We are also in danger of losing any distinction in the third person, where he/she/it are slowly being replaced by they: There were no other customers. Simon was alone in the bookstore and after they had paid, they walked off with their book.

Have you, dear readers, or, as is perhaps more likely unless sharing a screen, hast thou, dear reader, noticed that they have started a campaign to remove the first person singular form also and so we, who are English speakers, move away from the use of I to be replaced with we? Now in regal use that has long been the case, for the monarch spoke not merely on his own behalf but on the behalf of his government as a whole, but for thee and me, surely not?

A letter recently arrived from them as follows – only relevant content is included:

We are sorry to hear
We are writing to you because
Incorrect….and we fully accept that
We hope that you will appreciate that
We recommend that when…
This address should … if you need to write to us please write to us separately….
If any other…..we will contact you separately….
If you are … we may need to contact you again…because we are required..but we will contact you if…
If you would like more information…please contact us. Our telephone number is at the top of this letter.
If you would like independent advice…you can ask these organisations to contact us on your behalf.
Please accept my apologies once again for contacting you at this time.
Yours sincerely

Office Manager

All would have been well, apart from the final inclusion of the word again. Without that word Coco would have understood that Office Manager would have been writing on behalf of the organisation and therefore we would have been the correct form to use up to that point. At no point in the letter though did Office Manager ever express apologies for anything, so it was not possible for Office Manager, as distinct from the organisation on whose behalf they(sic!) were writing, to correctly say again. The conclusion must be, for the use of again, that we and my in this letter refer to the same person, persons or being of more than one personage. The question may arise, to which person does we/my refer?

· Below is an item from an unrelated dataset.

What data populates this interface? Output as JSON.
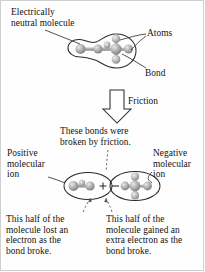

We may skip the option of a being of more than one personage, as this is an entirely of this world letter, so there is no need to invoke an alien origin. As the letter was from an organisation, Coco did not expect an individual of the name Office Manager to write on their(sic!) own behalf, so it was not inappropriate to take the earlier references in the letter we that we was the organisation, being a collection of persons or a company of such. The use of again however contradicted that assumption. The we of the earlier part of the letter must be the same person as the my preceding the again.

But if that is the case, why then was my not used throughout the letter? The conclusion must be that the use of my at the end was an oversight. It was really intended to be we, but an individual, whom Coco shall name for the sake of naming, Office Clerk, had failed to make the correction when scrutinising these official letters for any use and all uses of the singular pronouns.

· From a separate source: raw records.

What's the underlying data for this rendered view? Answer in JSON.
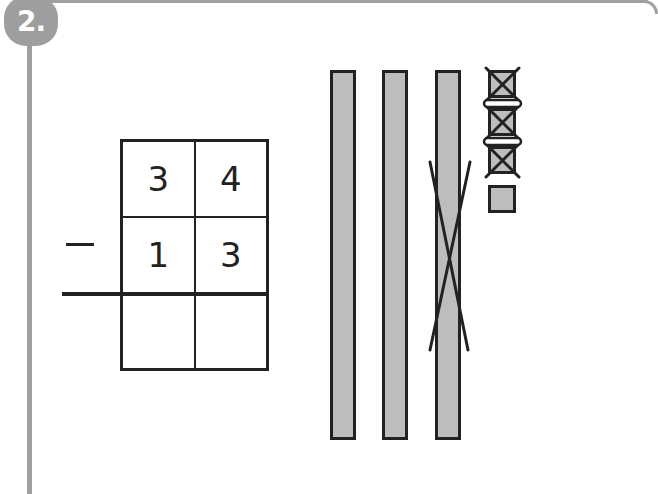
{
  "exercise": {
    "number_label": "2.",
    "operator": "−",
    "minuend": {
      "tens": "3",
      "ones": "4"
    },
    "subtrahend": {
      "tens": "1",
      "ones": "3"
    },
    "result": {
      "tens": "",
      "ones": ""
    }
  },
  "base_ten_blocks": {
    "tens_rods": [
      {
        "crossed_out": false
      },
      {
        "crossed_out": false
      },
      {
        "crossed_out": true
      }
    ],
    "unit_cubes": [
      {
        "crossed_out": true
      },
      {
        "crossed_out": true
      },
      {
        "crossed_out": true
      },
      {
        "crossed_out": false
      }
    ]
  },
  "colors": {
    "frame": "#a0a0a0",
    "block_fill": "#bdbdbd",
    "ink": "#222222"
  }
}
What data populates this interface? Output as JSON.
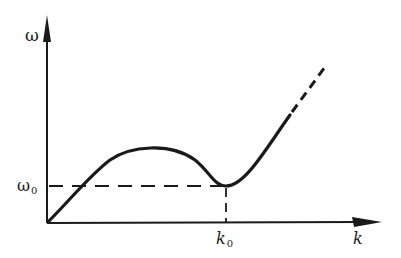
{
  "diagram": {
    "type": "dispersion-relation",
    "y_axis": {
      "label": "ω"
    },
    "x_axis": {
      "label": "k"
    },
    "markers": {
      "omega0": {
        "symbol": "ω",
        "subscript": "0"
      },
      "k0": {
        "symbol": "k",
        "subscript": "0"
      }
    },
    "colors": {
      "ink": "#1a1a1a",
      "background": "#ffffff"
    }
  }
}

So, the merely singular use of my suggests to Coco that we was always the intended form and that my is an mistake or oversight, The answer to the question to whom does we/my refer? then becomes unimportant. For either way, if it refers to Office Manager we, being used multiple times is the preferred pronoun for them(sic!), and if it refers to the organisation, then the my used towards the end is a mistake.

Given that emotions can only be felt by sentient beings, then whereever we/my is used to express and emotion, the reference must also be a sentient being, so cannot be the organisation but must be Office Manager.

Coco must conclude that as the use of my was a mistake, and that Office Manager, on behalf of the organisation has consistently used we to refer to themself(sic!) [should that be themselves?], Coco must conclude then that a decision has been taken somewhere in government to suppress the use of all singular pronouns.

Let them do so:

Singular
We are
You are
They are
singular-noun is

Plural
We are all
You are all
They all are
plural-noun are

Singular
We love
You love
They love
singular-noun loves

Plural
We all love
You all love
They all love
plural-noun love

Coco just needs to get all in the right place, that’s all.